Paul Yu (Member, IEEE) received a B.S. in Mathematics, a B.S. degree in Computer Engineering, and a Ph.D. degree in Electrical Engineering, all at the University of Maryland, College Park. Since 2006, he has been with the U.S. Army Research Laboratory (ARL) where his work is in the area of signal processing for wireless networking and autonomy. He received the Outstanding Invention of the Year award in 2008 and the Jimmy Lin Award for Innovation and Invention in 2009, both from the University of Maryland, and a Best Paper award at the 2008 Army Science Conference.
Journal Articles
Synergistic Architecture for Human-Machine Intrusion Detection
Modern day detection of cyber threats is a highly manual process where teams of human analysts flag suspicious events while using assistive tools such as Bro and Snort.
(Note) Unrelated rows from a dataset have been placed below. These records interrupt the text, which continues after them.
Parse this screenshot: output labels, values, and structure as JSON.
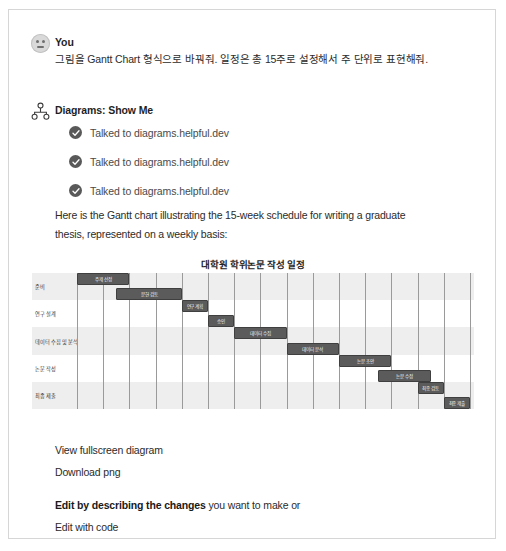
{
  "conversation": {
    "user": {
      "sender": "You",
      "avatar_icon": "user-avatar-face-icon",
      "message": "그림을 Gantt Chart 형식으로 바꿔줘. 일정은 총 15주로 설정해서 주 단위로 표현해줘."
    },
    "assistant": {
      "sender": "Diagrams: Show Me",
      "avatar_icon": "diagrams-plugin-icon",
      "tool_calls": [
        {
          "icon": "check-circle-icon",
          "label": "Talked to diagrams.helpful.dev"
        },
        {
          "icon": "check-circle-icon",
          "label": "Talked to diagrams.helpful.dev"
        },
        {
          "icon": "check-circle-icon",
          "label": "Talked to diagrams.helpful.dev"
        }
      ],
      "intro_line_1": "Here is the Gantt chart illustrating the 15-week schedule for writing a graduate",
      "intro_line_2": "thesis, represented on a weekly basis:"
    }
  },
  "footer": {
    "view_fullscreen": "View fullscreen diagram",
    "download_png": "Download png",
    "edit_bold": "Edit by describing the changes",
    "edit_rest": " you want to make or",
    "edit_with_code": "Edit with code"
  },
  "colors": {
    "bar_fill": "#5b5b5b",
    "bar_border": "#3f3f3f",
    "band_alt": "#eeeeee",
    "gridline": "#9a9a9a",
    "check_badge": "#595959",
    "page_border": "#d6d6d6"
  },
  "chart_data": {
    "type": "bar",
    "subtype": "gantt",
    "title": "대학원 학위논문 작성 일정",
    "xlabel": "",
    "ylabel": "",
    "xunit": "week",
    "xlim": [
      0,
      15
    ],
    "total_weeks": 15,
    "grid": true,
    "gridline_count": 15,
    "legend": "none",
    "categories": [
      "준비",
      "연구 설계",
      "데이터 수집 및 분석",
      "논문 작성",
      "최종 제출"
    ],
    "tasks": [
      {
        "name": "주제 선정",
        "row": 0,
        "start_week": 0,
        "end_week": 2,
        "duration": 2
      },
      {
        "name": "문헌 검토",
        "row": 0,
        "start_week": 1.5,
        "end_week": 4,
        "duration": 2.5
      },
      {
        "name": "연구 계획",
        "row": 1,
        "start_week": 4,
        "end_week": 5,
        "duration": 1
      },
      {
        "name": "승인",
        "row": 1,
        "start_week": 5,
        "end_week": 6,
        "duration": 1
      },
      {
        "name": "데이터 수집",
        "row": 2,
        "start_week": 6,
        "end_week": 8,
        "duration": 2
      },
      {
        "name": "데이터 분석",
        "row": 2,
        "start_week": 8,
        "end_week": 10,
        "duration": 2
      },
      {
        "name": "논문 초안",
        "row": 3,
        "start_week": 10,
        "end_week": 12,
        "duration": 2
      },
      {
        "name": "논문 수정",
        "row": 3,
        "start_week": 11.5,
        "end_week": 13.5,
        "duration": 2
      },
      {
        "name": "최종 검토",
        "row": 4,
        "start_week": 13,
        "end_week": 14,
        "duration": 1
      },
      {
        "name": "최종 제출",
        "row": 4,
        "start_week": 14,
        "end_week": 15,
        "duration": 1
      }
    ]
  }
}
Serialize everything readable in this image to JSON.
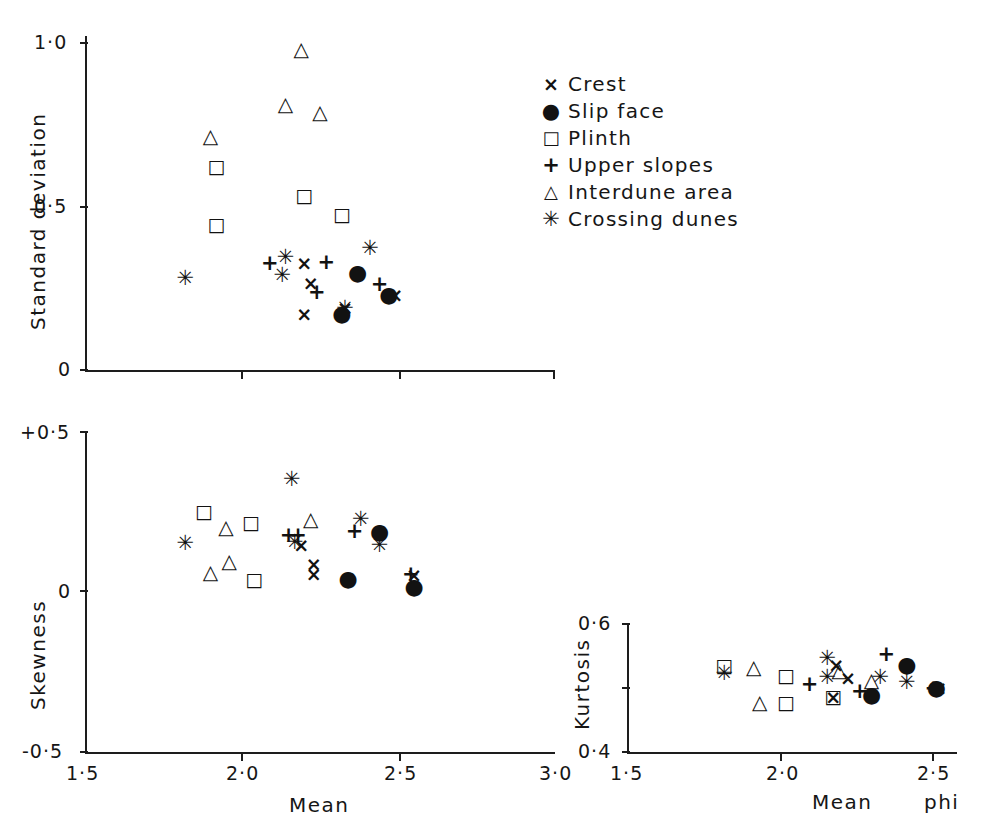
{
  "figure": {
    "style": "scatter",
    "x_axis_unit": "phi"
  },
  "legend": {
    "items": [
      {
        "symbol": "×",
        "sym_class": "s-cross",
        "label": "Crest",
        "key": "crest"
      },
      {
        "symbol": "●",
        "sym_class": "s-dot",
        "label": "Slip  face",
        "key": "slip_face"
      },
      {
        "symbol": "□",
        "sym_class": "s-square",
        "label": "Plinth",
        "key": "plinth"
      },
      {
        "symbol": "+",
        "sym_class": "s-plus",
        "label": "Upper  slopes",
        "key": "upper_slopes"
      },
      {
        "symbol": "△",
        "sym_class": "s-tri",
        "label": "Interdune  area",
        "key": "interdune"
      },
      {
        "symbol": "✳",
        "sym_class": "s-star",
        "label": "Crossing  dunes",
        "key": "crossing_dunes"
      }
    ]
  },
  "chart_data": [
    {
      "id": "panel_sd",
      "type": "scatter",
      "title": "",
      "xlabel": "",
      "ylabel": "Standard  deviation",
      "xlim": [
        1.5,
        3.0
      ],
      "ylim": [
        0.0,
        1.05
      ],
      "xticks": [
        1.5,
        2.0,
        2.5,
        3.0
      ],
      "xticklabels": [
        "",
        "",
        "",
        ""
      ],
      "yticks": [
        0,
        0.5,
        1.0
      ],
      "yticklabels": [
        "0",
        "0·5",
        "1·0"
      ],
      "grid": false,
      "series": [
        {
          "name": "Crest",
          "marker": "×",
          "marker_class": "m-cross",
          "points": [
            [
              2.2,
              0.335
            ],
            [
              2.22,
              0.275
            ],
            [
              2.2,
              0.175
            ],
            [
              2.33,
              0.195
            ],
            [
              2.49,
              0.235
            ]
          ]
        },
        {
          "name": "Slip face",
          "marker": "●",
          "marker_class": "m-dot",
          "points": [
            [
              2.37,
              0.305
            ],
            [
              2.32,
              0.175
            ],
            [
              2.47,
              0.235
            ]
          ]
        },
        {
          "name": "Plinth",
          "marker": "□",
          "marker_class": "m-square",
          "points": [
            [
              1.92,
              0.64
            ],
            [
              1.92,
              0.46
            ],
            [
              2.2,
              0.55
            ],
            [
              2.32,
              0.49
            ]
          ]
        },
        {
          "name": "Upper slopes",
          "marker": "+",
          "marker_class": "m-plus",
          "points": [
            [
              2.09,
              0.335
            ],
            [
              2.27,
              0.34
            ],
            [
              2.24,
              0.245
            ],
            [
              2.44,
              0.27
            ]
          ]
        },
        {
          "name": "Interdune area",
          "marker": "△",
          "marker_class": "m-tri",
          "points": [
            [
              2.19,
              1.01
            ],
            [
              2.14,
              0.835
            ],
            [
              2.25,
              0.81
            ],
            [
              1.9,
              0.735
            ]
          ]
        },
        {
          "name": "Crossing dunes",
          "marker": "✳",
          "marker_class": "m-star",
          "points": [
            [
              1.82,
              0.29
            ],
            [
              2.14,
              0.355
            ],
            [
              2.13,
              0.3
            ],
            [
              2.41,
              0.385
            ],
            [
              2.33,
              0.195
            ]
          ]
        }
      ]
    },
    {
      "id": "panel_skew",
      "type": "scatter",
      "title": "",
      "xlabel": "Mean",
      "ylabel": "Skewness",
      "xlim": [
        1.5,
        3.0
      ],
      "ylim": [
        -0.5,
        0.5
      ],
      "xticks": [
        1.5,
        2.0,
        2.5,
        3.0
      ],
      "xticklabels": [
        "1·5",
        "2·0",
        "2·5",
        "3·0"
      ],
      "yticks": [
        -0.5,
        0,
        0.5
      ],
      "yticklabels": [
        "-0·5",
        "0",
        "+0·5"
      ],
      "grid": false,
      "series": [
        {
          "name": "Crest",
          "marker": "×",
          "marker_class": "m-cross",
          "points": [
            [
              2.19,
              0.145
            ],
            [
              2.23,
              0.085
            ],
            [
              2.23,
              0.055
            ],
            [
              2.55,
              0.05
            ]
          ]
        },
        {
          "name": "Slip face",
          "marker": "●",
          "marker_class": "m-dot",
          "points": [
            [
              2.44,
              0.185
            ],
            [
              2.34,
              0.04
            ],
            [
              2.55,
              0.015
            ]
          ]
        },
        {
          "name": "Plinth",
          "marker": "□",
          "marker_class": "m-square",
          "points": [
            [
              1.88,
              0.25
            ],
            [
              2.03,
              0.215
            ],
            [
              2.04,
              0.04
            ]
          ]
        },
        {
          "name": "Upper slopes",
          "marker": "+",
          "marker_class": "m-plus",
          "points": [
            [
              2.15,
              0.175
            ],
            [
              2.18,
              0.175
            ],
            [
              2.36,
              0.19
            ],
            [
              2.54,
              0.055
            ]
          ]
        },
        {
          "name": "Interdune area",
          "marker": "△",
          "marker_class": "m-tri",
          "points": [
            [
              2.22,
              0.225
            ],
            [
              1.95,
              0.2
            ],
            [
              1.96,
              0.095
            ],
            [
              1.9,
              0.06
            ]
          ]
        },
        {
          "name": "Crossing dunes",
          "marker": "✳",
          "marker_class": "m-star",
          "points": [
            [
              2.16,
              0.35
            ],
            [
              2.38,
              0.225
            ],
            [
              2.44,
              0.145
            ],
            [
              2.17,
              0.155
            ],
            [
              1.82,
              0.15
            ]
          ]
        }
      ]
    },
    {
      "id": "panel_kurt",
      "type": "scatter",
      "title": "",
      "xlabel": "Mean",
      "ylabel": "Kurtosis",
      "xlim": [
        1.5,
        2.62
      ],
      "ylim": [
        0.4,
        0.6
      ],
      "xticks": [
        1.5,
        2.0,
        2.5
      ],
      "xticklabels": [
        "1·5",
        "2·0",
        "2·5"
      ],
      "yticks": [
        0.4,
        0.5,
        0.6
      ],
      "yticklabels": [
        "0·4",
        "",
        "0·6"
      ],
      "grid": false,
      "series": [
        {
          "name": "Crest",
          "marker": "×",
          "marker_class": "m-cross",
          "points": [
            [
              2.21,
              0.535
            ],
            [
              2.25,
              0.515
            ],
            [
              2.2,
              0.485
            ],
            [
              2.56,
              0.5
            ]
          ]
        },
        {
          "name": "Slip face",
          "marker": "●",
          "marker_class": "m-dot",
          "points": [
            [
              2.45,
              0.535
            ],
            [
              2.33,
              0.488
            ],
            [
              2.55,
              0.5
            ]
          ]
        },
        {
          "name": "Plinth",
          "marker": "□",
          "marker_class": "m-square",
          "points": [
            [
              1.83,
              0.535
            ],
            [
              2.04,
              0.52
            ],
            [
              2.04,
              0.478
            ],
            [
              2.2,
              0.487
            ]
          ]
        },
        {
          "name": "Upper slopes",
          "marker": "+",
          "marker_class": "m-plus",
          "points": [
            [
              2.12,
              0.505
            ],
            [
              2.29,
              0.495
            ],
            [
              2.38,
              0.552
            ],
            [
              2.54,
              0.5
            ]
          ]
        },
        {
          "name": "Interdune area",
          "marker": "△",
          "marker_class": "m-tri",
          "points": [
            [
              1.93,
              0.532
            ],
            [
              1.95,
              0.478
            ],
            [
              2.22,
              0.527
            ],
            [
              2.33,
              0.512
            ]
          ]
        },
        {
          "name": "Crossing dunes",
          "marker": "✳",
          "marker_class": "m-star",
          "points": [
            [
              1.83,
              0.523
            ],
            [
              2.18,
              0.545
            ],
            [
              2.18,
              0.517
            ],
            [
              2.36,
              0.517
            ],
            [
              2.45,
              0.508
            ]
          ]
        }
      ]
    }
  ],
  "panel_kurt_extra": {
    "phi_label": "phi"
  }
}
It is the analysts’ ability to discern suspicious activity and authority to make decisions on threats that place humans into central roles in the threat detection process. However, over-reliance on human ability can lead to a high volume of undetected threats. As the tempo, diversity and complexity of cyberspace threats continues to increase, this shortcoming can only worsen. Therefore, there is a need for a new detection paradigm that is largely automated but where analysts maintain situational awareness and control of the process. We propose a synergistic detection process that captures the benefits of human cognition and machine computation while mitigating their weaknesses. The analyst provides context and domain knowledge, and the machines provide the ability to handle vast data at speed.